Daily Mail plots aggressive online growth with new site

Daily MailMail Online has launched a beta version of its new Daily Mail and Mail on Sunday website as part of its aggressive plans for growth. As part of the redesign, the site is ramping up its showbiz and women’s sections.

The beta site, beta.dailymail.co.uk went live this afternoon (April 16) and it is currently running in conjunction with its old website www.dailymail.co.uk.

Martin Clarke, editorial director of Mail Online, says 90% of its content is already available on the beta site and hopes to finalise the complete changeover within weeks.

The redesigned site will now be branded Mail Online on the homepage, replacing the Daily Mail masthead. The changes also means there is more advertising inventory.

Clarke says it will be able to offer advertisers “entirely new shapes” beyond the skyscrapers, banners and multiple purpose units (MPU) currently on its old site. Also, on the pages featuring articles, it has moved skyscrapers from the right to the left hand side, pushing the MPU up higher – following the logic that people read from the left to the right.

“What we’ve done is looked at the aspects about our old site that worked and the bits that didn’t. We’ve accentuated the aspects we know worked. The ‘Femail’ and showbiz sections are bigger and brighter – more like a magazine,” Clarke says.

Mail Online is the second biggest newspaper website in the UK behind the guardian.co.uk. According to the Audit Bureau of Circulations electronic figures, it attracted over 17 million visitors in February this year, not far behind guardian.co.uk’s 19.5 million.

“We’ve been the fastest growing website for the last two years. We’ve built this site very ruthlessly and it has been ruthlessly dictated by the lessons we’ve learnt.”

He says at this stage there are no plans for marketing activity. “We’re 200% up year on year and we’ve not spent a penny on marketing or search, so we haven’t decided.”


== WHAT THE TASK REQUIRES ==
Go through the entries below and copy each line that holds the word "located".
-------- DATA FOR THE TASK --------
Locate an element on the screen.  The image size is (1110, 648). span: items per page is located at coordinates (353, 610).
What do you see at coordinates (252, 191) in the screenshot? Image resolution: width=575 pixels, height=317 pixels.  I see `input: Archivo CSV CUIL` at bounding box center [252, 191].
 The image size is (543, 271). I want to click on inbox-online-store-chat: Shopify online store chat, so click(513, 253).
--------
-------- DATA FOR THE TASK --------
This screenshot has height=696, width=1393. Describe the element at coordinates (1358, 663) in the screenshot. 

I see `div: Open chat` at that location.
--------
-------- DATA FOR THE TASK --------
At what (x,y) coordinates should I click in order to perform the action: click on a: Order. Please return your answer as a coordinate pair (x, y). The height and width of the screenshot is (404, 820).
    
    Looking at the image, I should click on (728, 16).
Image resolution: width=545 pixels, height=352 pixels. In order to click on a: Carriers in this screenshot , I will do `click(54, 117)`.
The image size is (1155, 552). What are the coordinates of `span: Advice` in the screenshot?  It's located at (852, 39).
--------
== RESPONSE ==
Locate an element on the screen.  The image size is (1110, 648). span: items per page is located at coordinates (353, 610).
The image size is (1155, 552). What are the coordinates of `span: Advice` in the screenshot?  It's located at (852, 39).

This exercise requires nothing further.